This Hospital
Standing next to the hospital bed, holding the strongest hand you’ve ever touched in your life, the hand that has picked you up when you fell and ruffled your hair and fed you secret popcorn treats in the middle of the night, you don’t want to think of letting go. The hand goes cold and your mind goes blank.
In the future, you will have major surgery in this hospital and secretly resign yourself to dying in a room nearby. In the future, you will work in this hospital and wonder if working in this hospital is an adequate connection to the ghost that never appears even though you often call to him. In the future, your mother will have major surgery in this hospital and you will consume petty distractions as your sustenance in order to avoid remembering this moment. You can’t know any of this. Somehow, you know all of this.
In the past, you’ve rushed to this hospital for or with your grandmother, your mother, your aunts, your cousins. Your father. You’ve rushed here, white clenched digits on the steering wheel, various pale passengers in the seat beside you. In the past, you’ve known you were in a competition with the invisible racing greyhound of time and you’ve always won. You’ve seen smiles in the ER, or admissions that last a single night, or long-term care that ends with your father dancing in this hospital in an open-backed gown, itching to go home. Now, there is no competition with time. Now, there is no dance.
You let go of the hand that you love and run down the hallway to throw up. It won’t be the last time you throw up in this hospital, but it will be the last time you hold that hand.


The problem – If a line in the entries below contains "color", copy it.

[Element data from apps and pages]
------------------------------------------------------------------------
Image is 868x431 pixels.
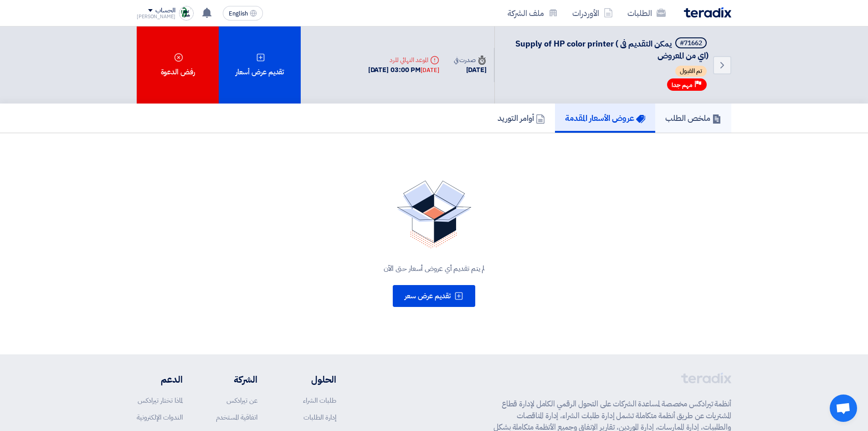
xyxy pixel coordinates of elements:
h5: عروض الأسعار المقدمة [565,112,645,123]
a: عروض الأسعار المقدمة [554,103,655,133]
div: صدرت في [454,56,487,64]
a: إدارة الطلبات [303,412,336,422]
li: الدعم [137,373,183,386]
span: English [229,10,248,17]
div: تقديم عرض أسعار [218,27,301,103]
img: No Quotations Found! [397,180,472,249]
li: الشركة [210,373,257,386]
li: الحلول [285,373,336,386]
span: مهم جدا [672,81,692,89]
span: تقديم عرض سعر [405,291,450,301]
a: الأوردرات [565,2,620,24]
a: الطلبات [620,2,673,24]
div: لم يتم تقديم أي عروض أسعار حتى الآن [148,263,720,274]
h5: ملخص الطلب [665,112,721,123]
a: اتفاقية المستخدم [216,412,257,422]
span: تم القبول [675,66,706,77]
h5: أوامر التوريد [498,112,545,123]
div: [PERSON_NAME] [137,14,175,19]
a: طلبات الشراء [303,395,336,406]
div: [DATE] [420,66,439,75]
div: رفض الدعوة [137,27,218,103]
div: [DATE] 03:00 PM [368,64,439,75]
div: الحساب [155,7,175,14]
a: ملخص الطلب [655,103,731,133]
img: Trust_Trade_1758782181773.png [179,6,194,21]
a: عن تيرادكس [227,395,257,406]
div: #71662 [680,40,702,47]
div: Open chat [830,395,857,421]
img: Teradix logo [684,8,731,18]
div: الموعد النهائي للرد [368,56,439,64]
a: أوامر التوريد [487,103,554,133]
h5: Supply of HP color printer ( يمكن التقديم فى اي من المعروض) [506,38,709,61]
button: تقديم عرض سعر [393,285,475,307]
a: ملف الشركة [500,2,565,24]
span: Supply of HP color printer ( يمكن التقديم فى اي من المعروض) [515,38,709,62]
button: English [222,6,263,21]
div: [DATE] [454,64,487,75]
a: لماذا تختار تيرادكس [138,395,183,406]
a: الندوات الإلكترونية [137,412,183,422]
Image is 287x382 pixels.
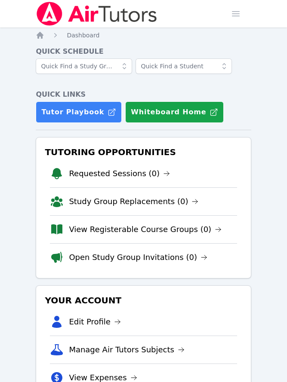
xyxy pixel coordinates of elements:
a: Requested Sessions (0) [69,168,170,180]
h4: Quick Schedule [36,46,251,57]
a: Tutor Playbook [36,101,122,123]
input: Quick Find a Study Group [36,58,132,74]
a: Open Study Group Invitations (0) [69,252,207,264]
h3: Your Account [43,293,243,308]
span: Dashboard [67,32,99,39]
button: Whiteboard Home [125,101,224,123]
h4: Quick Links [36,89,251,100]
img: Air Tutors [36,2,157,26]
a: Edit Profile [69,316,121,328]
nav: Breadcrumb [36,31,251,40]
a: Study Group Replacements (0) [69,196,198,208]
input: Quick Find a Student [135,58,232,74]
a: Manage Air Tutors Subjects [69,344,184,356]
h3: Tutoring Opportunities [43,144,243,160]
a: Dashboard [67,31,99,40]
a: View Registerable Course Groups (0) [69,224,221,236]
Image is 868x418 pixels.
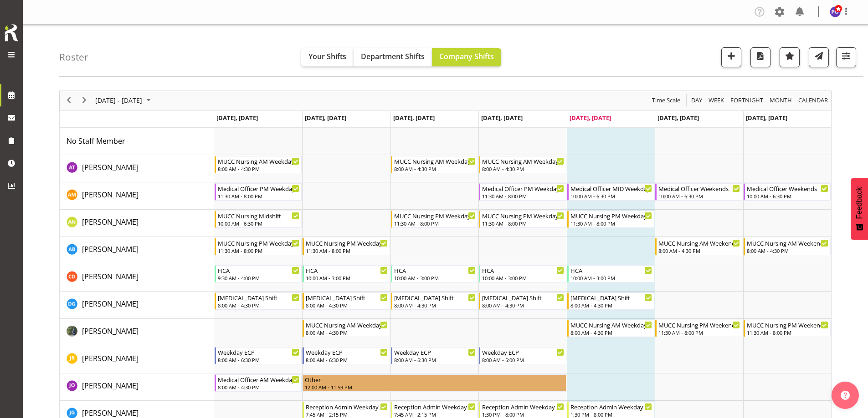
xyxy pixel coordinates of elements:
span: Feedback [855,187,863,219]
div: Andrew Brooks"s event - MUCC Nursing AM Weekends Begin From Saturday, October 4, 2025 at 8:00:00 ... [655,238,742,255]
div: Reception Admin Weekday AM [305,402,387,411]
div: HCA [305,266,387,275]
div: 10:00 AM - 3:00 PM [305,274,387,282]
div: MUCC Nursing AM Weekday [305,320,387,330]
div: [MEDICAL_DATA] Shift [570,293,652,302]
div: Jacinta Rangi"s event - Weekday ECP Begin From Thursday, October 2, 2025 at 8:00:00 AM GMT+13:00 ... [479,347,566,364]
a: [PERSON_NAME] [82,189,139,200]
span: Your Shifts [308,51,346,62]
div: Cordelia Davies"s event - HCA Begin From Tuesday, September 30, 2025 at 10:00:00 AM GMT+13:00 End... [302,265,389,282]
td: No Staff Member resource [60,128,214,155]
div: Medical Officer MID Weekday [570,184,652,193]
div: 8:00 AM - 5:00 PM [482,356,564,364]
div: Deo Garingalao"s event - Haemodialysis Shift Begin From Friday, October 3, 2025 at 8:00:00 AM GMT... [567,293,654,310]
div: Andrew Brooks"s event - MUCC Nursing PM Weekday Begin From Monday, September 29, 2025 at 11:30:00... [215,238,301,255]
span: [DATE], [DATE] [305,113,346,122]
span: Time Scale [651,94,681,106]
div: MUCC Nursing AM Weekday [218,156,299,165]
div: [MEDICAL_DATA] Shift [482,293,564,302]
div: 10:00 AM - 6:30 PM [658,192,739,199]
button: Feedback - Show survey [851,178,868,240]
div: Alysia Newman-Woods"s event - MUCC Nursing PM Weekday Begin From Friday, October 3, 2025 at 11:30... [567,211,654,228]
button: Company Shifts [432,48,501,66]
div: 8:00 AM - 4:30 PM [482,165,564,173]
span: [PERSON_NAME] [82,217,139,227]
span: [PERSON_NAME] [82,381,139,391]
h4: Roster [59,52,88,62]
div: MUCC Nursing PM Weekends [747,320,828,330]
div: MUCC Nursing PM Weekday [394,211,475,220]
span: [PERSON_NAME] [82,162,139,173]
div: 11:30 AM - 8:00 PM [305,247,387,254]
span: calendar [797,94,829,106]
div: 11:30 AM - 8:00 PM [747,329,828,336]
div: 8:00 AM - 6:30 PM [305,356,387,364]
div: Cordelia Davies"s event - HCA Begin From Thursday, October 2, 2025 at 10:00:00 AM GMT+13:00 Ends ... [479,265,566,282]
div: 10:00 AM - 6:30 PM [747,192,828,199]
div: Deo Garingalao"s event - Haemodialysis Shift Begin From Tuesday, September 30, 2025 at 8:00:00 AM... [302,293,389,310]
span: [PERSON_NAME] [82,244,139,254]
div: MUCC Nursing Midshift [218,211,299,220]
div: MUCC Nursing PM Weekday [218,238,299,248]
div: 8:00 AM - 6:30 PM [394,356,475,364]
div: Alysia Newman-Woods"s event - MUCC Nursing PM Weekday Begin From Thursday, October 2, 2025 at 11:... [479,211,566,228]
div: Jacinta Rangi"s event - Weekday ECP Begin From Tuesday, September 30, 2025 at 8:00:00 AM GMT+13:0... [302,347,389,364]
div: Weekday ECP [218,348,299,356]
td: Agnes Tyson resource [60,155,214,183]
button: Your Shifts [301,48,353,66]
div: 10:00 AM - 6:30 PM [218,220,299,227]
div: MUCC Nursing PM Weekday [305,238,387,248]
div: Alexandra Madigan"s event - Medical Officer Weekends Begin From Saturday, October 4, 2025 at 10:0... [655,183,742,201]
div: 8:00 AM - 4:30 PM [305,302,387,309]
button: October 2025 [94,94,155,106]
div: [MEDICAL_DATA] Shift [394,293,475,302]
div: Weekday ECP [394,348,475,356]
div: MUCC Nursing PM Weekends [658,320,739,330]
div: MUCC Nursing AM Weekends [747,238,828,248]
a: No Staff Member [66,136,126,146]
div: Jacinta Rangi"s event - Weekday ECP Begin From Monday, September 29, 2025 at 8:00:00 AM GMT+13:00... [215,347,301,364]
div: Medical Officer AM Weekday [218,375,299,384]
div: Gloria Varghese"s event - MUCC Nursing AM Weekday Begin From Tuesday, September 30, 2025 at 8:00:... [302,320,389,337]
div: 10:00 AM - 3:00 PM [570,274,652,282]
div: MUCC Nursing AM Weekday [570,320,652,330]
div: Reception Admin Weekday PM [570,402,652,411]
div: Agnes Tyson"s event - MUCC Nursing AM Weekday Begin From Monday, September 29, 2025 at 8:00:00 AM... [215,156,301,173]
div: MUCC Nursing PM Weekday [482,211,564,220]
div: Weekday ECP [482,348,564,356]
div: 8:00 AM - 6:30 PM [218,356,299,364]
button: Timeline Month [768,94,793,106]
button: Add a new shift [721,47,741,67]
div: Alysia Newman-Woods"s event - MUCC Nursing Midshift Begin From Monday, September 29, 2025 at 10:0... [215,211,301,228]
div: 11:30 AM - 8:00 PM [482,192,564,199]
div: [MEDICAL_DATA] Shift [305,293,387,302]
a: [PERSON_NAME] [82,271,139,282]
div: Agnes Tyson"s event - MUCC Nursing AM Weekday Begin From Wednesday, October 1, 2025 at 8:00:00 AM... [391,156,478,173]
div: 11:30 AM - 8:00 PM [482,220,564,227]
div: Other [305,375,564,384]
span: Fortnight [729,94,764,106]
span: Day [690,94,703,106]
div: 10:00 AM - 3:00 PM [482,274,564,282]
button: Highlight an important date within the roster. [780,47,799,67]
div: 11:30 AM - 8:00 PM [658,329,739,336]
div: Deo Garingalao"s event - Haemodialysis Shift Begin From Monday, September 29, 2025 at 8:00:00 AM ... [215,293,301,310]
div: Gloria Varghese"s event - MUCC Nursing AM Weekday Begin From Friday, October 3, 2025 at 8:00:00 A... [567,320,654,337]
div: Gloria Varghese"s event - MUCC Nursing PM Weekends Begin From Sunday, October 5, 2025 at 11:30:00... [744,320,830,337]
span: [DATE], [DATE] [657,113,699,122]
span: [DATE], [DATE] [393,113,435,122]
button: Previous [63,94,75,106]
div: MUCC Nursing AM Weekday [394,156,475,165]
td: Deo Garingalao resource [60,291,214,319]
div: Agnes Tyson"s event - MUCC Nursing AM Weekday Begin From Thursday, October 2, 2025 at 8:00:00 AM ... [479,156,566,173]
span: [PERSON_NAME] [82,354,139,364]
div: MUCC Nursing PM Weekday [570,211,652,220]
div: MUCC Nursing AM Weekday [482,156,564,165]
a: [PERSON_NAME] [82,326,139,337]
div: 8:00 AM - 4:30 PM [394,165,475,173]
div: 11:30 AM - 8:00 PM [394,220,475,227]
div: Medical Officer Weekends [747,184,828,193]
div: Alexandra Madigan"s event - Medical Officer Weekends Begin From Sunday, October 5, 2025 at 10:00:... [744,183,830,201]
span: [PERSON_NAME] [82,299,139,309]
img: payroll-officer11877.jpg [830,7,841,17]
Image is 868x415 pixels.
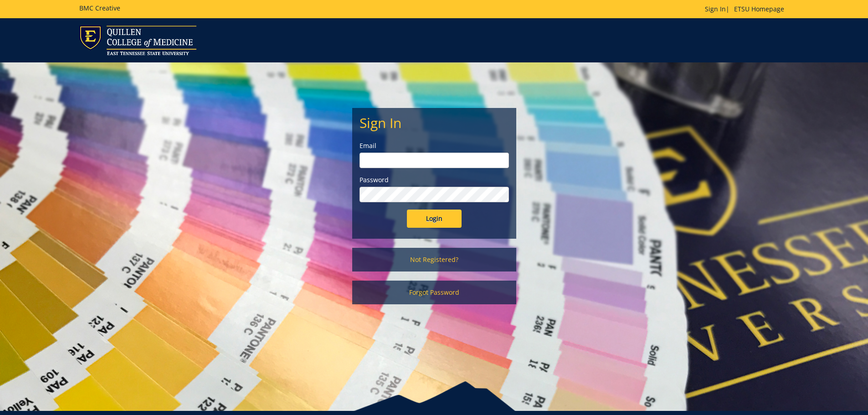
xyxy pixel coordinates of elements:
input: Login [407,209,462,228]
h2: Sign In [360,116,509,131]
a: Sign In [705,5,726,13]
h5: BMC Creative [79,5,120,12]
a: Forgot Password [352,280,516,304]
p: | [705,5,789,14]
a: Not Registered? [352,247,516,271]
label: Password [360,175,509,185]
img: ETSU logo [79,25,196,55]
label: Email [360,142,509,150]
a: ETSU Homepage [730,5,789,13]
------------------------------------------------------------------------
Exercise response –
h5: Supply of HP color printer ( يمكن التقديم فى اي من المعروض) [506,38,709,61]
span: Supply of HP color printer ( يمكن التقديم فى اي من المعروض) [515,38,709,62]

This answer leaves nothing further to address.